Porcine ear necrosis (PEN), often referred to as ear-tip necrosis, is a familiar but challenging condition in nursery and early grower pigs.
Lesions usually begin as redness and swelling at the ear tip and can progress to scabbing, necrosis and, in severe cases, loss of part of the ear.
Although recognised for decades, uncertainty around the cause of PEN has limited effective prevention, with most control efforts focusing on managing risk factors rather than stopping the disease itself.
New research has now provided the clearest evidence to date that PEN has a specific infectious cause, helping to explain its behaviour on farm and offering a clearer direction for control.
Long-standing problem
PEN has traditionally been viewed as a multifactorial syndrome. Environmental factors such as stocking density, ventilation, humidity and flooring have all been associated with outbreaks.
Behaviour, particularly ear biting and oral manipulation, is also consistently linked to lesion development. Various infectious agents, including Staphylococcus hyicus (the cause of greasy pig) and porcine circovirus type 2, have been proposed as possible causes, but none had been conclusively shown to induce PEN on their own under controlled conditions.
As a result, outbreaks can still occur on well-managed units, often appearing suddenly and spreading, despite improvements in housing or management.
A recently published controlled study has moved understanding of PEN forward significantly. In the trial, healthy five-week-old pigs from a farm with no history of ear necrosis were experimentally challenged using pure cultures of bacteria isolated from field cases.
Pigs inoculated with S. hyicus did not develop lesions, despite the strain carrying genes associated with skin disease. In contrast, pigs inoculated intradermally in the ear with Fusobacterium necrophorum developed lesions clinically indistinguishable from PEN, including tissue necrosis and loss of part of the ear.

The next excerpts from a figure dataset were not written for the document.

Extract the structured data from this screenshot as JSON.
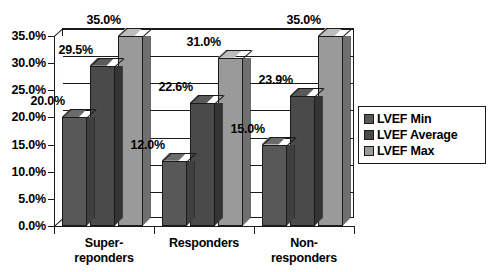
{
  "chart_data": {
    "type": "bar",
    "title": "",
    "subtitle": "",
    "xlabel": "",
    "ylabel": "",
    "ylim": [
      0,
      35
    ],
    "ytick_labels": [
      "0.0%",
      "5.0%",
      "10.0%",
      "15.0%",
      "20.0%",
      "25.0%",
      "30.0%",
      "35.0%"
    ],
    "ytick_values": [
      0,
      5,
      10,
      15,
      20,
      25,
      30,
      35
    ],
    "grid": true,
    "legend_position": "right",
    "three_d": true,
    "categories": [
      "Super-\nreponders",
      "Responders",
      "Non-\nresponders"
    ],
    "series": [
      {
        "name": "LVEF Min",
        "color": "#585858",
        "values": [
          20.0,
          12.0,
          15.0
        ],
        "labels": [
          "20.0%",
          "12.0%",
          "15.0%"
        ]
      },
      {
        "name": "LVEF Average",
        "color": "#4a4a4a",
        "values": [
          29.5,
          22.6,
          23.9
        ],
        "labels": [
          "29.5%",
          "22.6%",
          "23.9%"
        ]
      },
      {
        "name": "LVEF Max",
        "color": "#9a9a9a",
        "values": [
          35.0,
          31.0,
          35.0
        ],
        "labels": [
          "35.0%",
          "31.0%",
          "35.0%"
        ]
      }
    ]
  },
  "legend": {
    "items": [
      {
        "label": "LVEF Min",
        "color": "#585858"
      },
      {
        "label": "LVEF Average",
        "color": "#4a4a4a"
      },
      {
        "label": "LVEF Max",
        "color": "#9a9a9a"
      }
    ]
  },
  "axis": {
    "y_labels": [
      "35.0%",
      "30.0%",
      "25.0%",
      "20.0%",
      "15.0%",
      "10.0%",
      "5.0%",
      "0.0%"
    ],
    "x_labels": [
      "Super-\nreponders",
      "Responders",
      "Non-\nresponders"
    ]
  }
}
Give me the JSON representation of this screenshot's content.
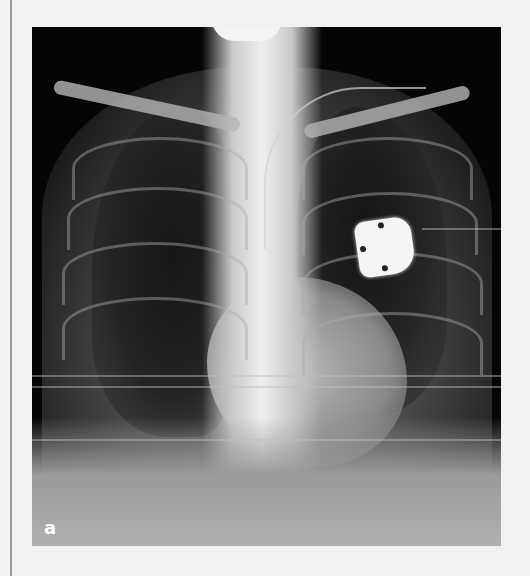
{
  "figure": {
    "panel_label": "a",
    "content": "chest-xray-frontal",
    "colors": {
      "page_background": "#f1f1f0",
      "image_background": "#050505",
      "label_color": "#ffffff",
      "margin_rule": "#9a9a9a"
    }
  }
}
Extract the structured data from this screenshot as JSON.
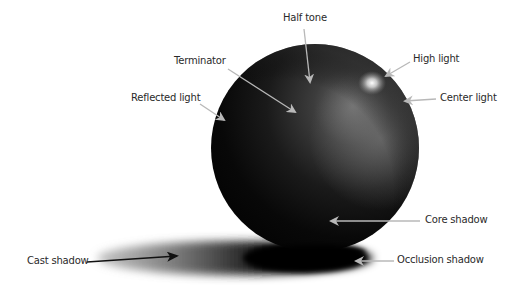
{
  "diagram": {
    "title": "",
    "colors": {
      "background": "#ffffff",
      "sphere_dark": "#0b0b0b",
      "sphere_mid": "#3a3a3a",
      "highlight": "#ffffff",
      "arrow_gray": "#b8b8b8",
      "arrow_black": "#111111",
      "label_text": "#2a2a2a"
    },
    "labels": [
      {
        "id": "half-tone",
        "text": "Half tone",
        "x": 283,
        "y": 12
      },
      {
        "id": "terminator",
        "text": "Terminator",
        "x": 174,
        "y": 55
      },
      {
        "id": "reflected-light",
        "text": "Reflected light",
        "x": 131,
        "y": 92
      },
      {
        "id": "high-light",
        "text": "High light",
        "x": 413,
        "y": 53
      },
      {
        "id": "center-light",
        "text": "Center light",
        "x": 440,
        "y": 92
      },
      {
        "id": "core-shadow",
        "text": "Core shadow",
        "x": 425,
        "y": 214
      },
      {
        "id": "occlusion-shadow",
        "text": "Occlusion shadow",
        "x": 397,
        "y": 254
      },
      {
        "id": "cast-shadow",
        "text": "Cast shadow",
        "x": 27,
        "y": 255
      }
    ]
  }
}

The bug was recovered from affected ears, while non-infected pigs in the group remained lesion-free.
This is the first time PEN has been reliably reproduced using a single bug in controlled conditions, strongly implicating F. necrophorum as a key cause of the disease.
F. necrophorum is well known for causing necrotic conditions in livestock, including foot-rot and liver abscesses in cattle.
Importantly, it is also a normal inhabitant of the pig’s gastrointestinal tract and oral cavity, meaning it is already widespread on pig units.
The bacterium produces several factors that damage tissue and disrupt blood vessels. Once the skin barrier is broken – for example, through ear biting – F. necrophorum appears able to establish a local infection that compromises blood supply, leading to progressive tissue death.
This helps explain why PEN lesions typically begin at the ear tip and worsen gradually rather than presenting as sudden systemic disease.
Rethinking how PEN develops
These findings support an ‘outside-in’ model of disease. PEN is likely initiated when damaged ear skin becomes contaminated with F. necrophorum, often through normal pig behaviour.
Repeated biting or manipulation may act as repeated infection events, increasing lesion severity and the risk of tissue loss.
This does not reduce the importance of environment or management. Instead, it reinforces their role in creating conditions that allow infection to take hold.
While this research does not yet provide a vaccine or targeted treatment, it sharpens the focus of prevention. Measures that reduce ear damage – including good stocking density, environmental enrichment, careful management around weaning and good air quality – are likely to reduce the opportunity for F. necrophorum to enter through the skin.
Crucially, PEN should be viewed not just as a behavioural or cosmetic issue, but as an infectious disease with clear welfare implications.
Porcine ear necrosis is painful, raises welfare concerns and may negatively affect growth performance. By demonstrating a causal role for F. necrophorum, this work provides a solid foundation for improved prevention strategies.
Further research will be needed to refine control measures under commercial conditions, but the key message is clear: PEN is no longer simply a vague, multifactorial problem – it is increasingly a defined infectious disease, and that understanding is an important step forward for the pig industry.